Admiral Roland rubbed her cheek with her knuckles and then she said, “Well, we can’t spare the strength to keep them from the camp, so we had better keep the camp from them.”
It was a little while before they could begin to put the plan in motion: Admiral Roland had evidently some arguing to do first, but at last the fires began to be put out, all across the camp, and the men to take down their tents, grumbling against the cold.
“This is boring,” Is
kierka said to him, dissatisfied, as they sat waiting: a large square of forest just beside the camp was being marked out for them by middle-weights. “It is not at all as good as fighting, and I do not want to sleep.”

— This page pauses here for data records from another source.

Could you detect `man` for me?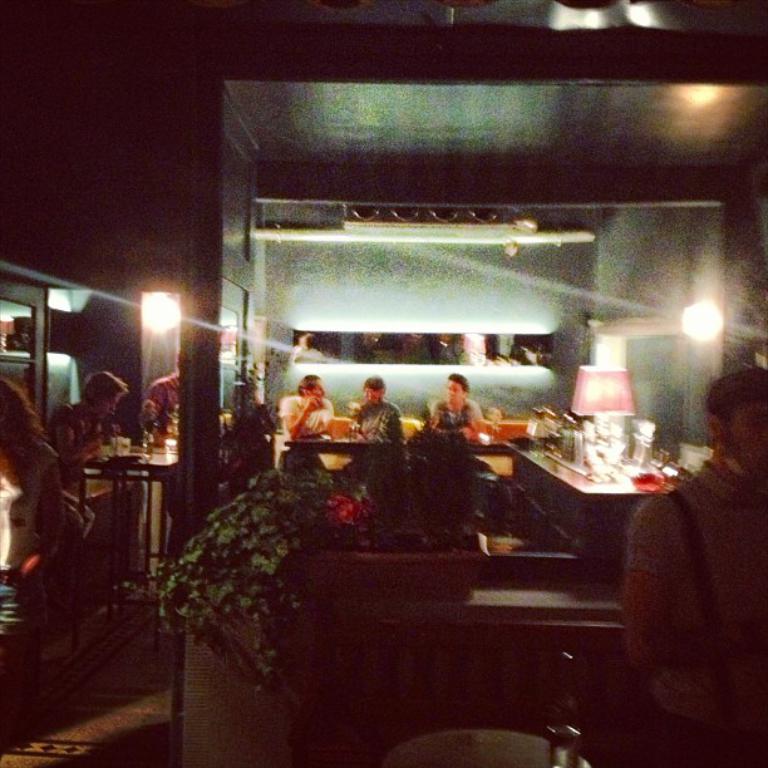
Detection result: [280, 373, 338, 438].
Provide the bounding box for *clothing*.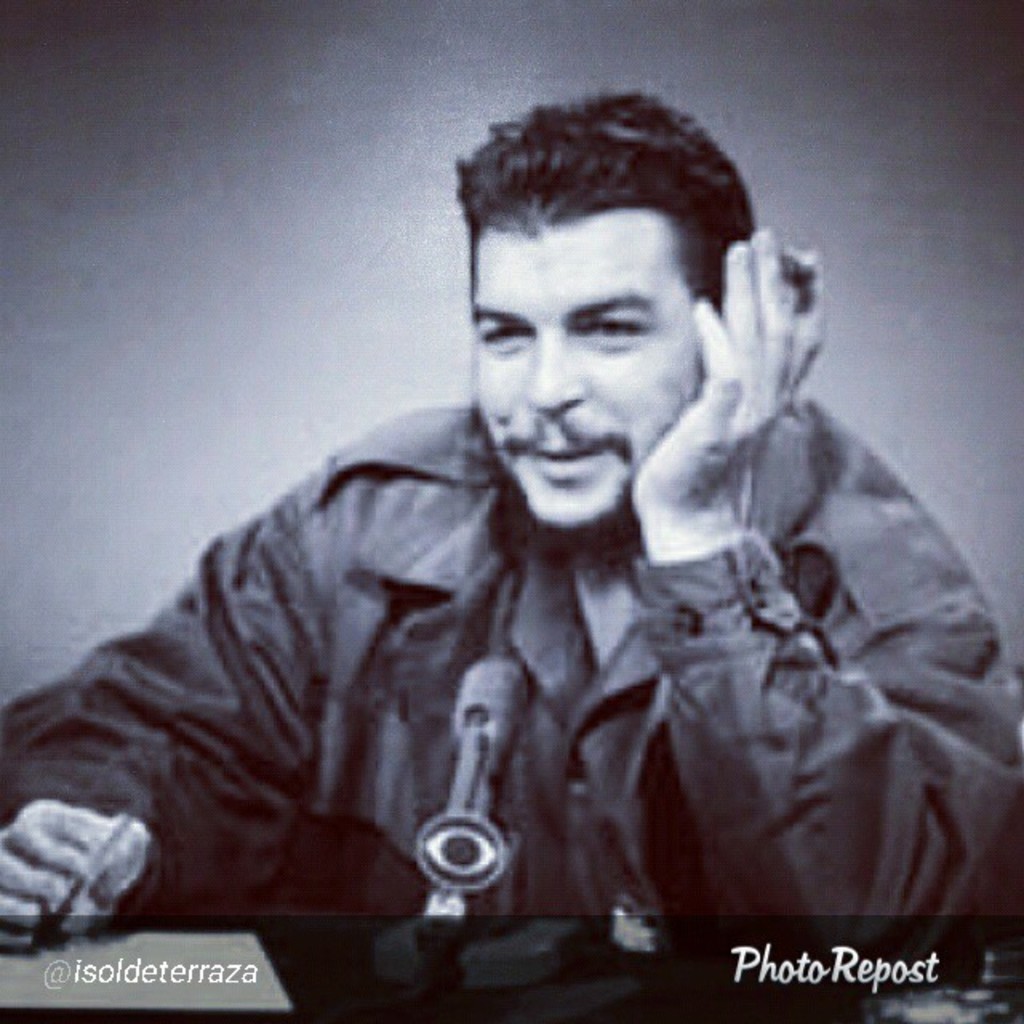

“Well, you must sleep, or else you cannot fight tomorrow,” Temeraire said, although privately he felt rather much the same. “Now hurry, we do not have a good deal of time; the sun is already going down, and they will be sure to realize something is wrong, if it gets dark and they can see everything is ablaze.”
“Yesterday you did not want me setting trees on fire at all,” she said still grumbling, but leaping aloft she strafed across the marked square with her flame, until the trees began to catch; the middle-weights had pulled up a good broad line of trees all around, and clawed up the dirt, to make a fire-break. It made a fine blaze, pleasantly warm—“Temeraire,” Laurence said, gently touching his neck, and Temeraire jerked his head up; it had been very comfortable to doze.
“I am awake. Is it our turn yet?” He leapt aloft, and studied critically the still-blazing trees. He could not just cry away at them, for if they fell athwart the fire-break, they would catch all the rest of the trees, so he went in a careful perimeter about them, and roared inward into the square. The fire-weakened trees crashed and fell in the most satisfying way, sparks flying up in great glowing orange clouds like small fireworks.
“Well, I suppose it is a little easier to knock them down,” he admitted to Laurence, “after they have been burnt some; not that I could not have managed it alone.”
“You must also reserve your strength,” Laurence said. “Another pass, and that will have done it, I think; some trees left standing will do no harm. The signal, Mr. Allen,” Laurence added, and when Temeraire had given the field another circle, the middle-weights came in dropping their loads of wet dirt, scooped up easily from the riverbed of the Thames with waggon-carts as shovels, and heaped it onto the remaining flames.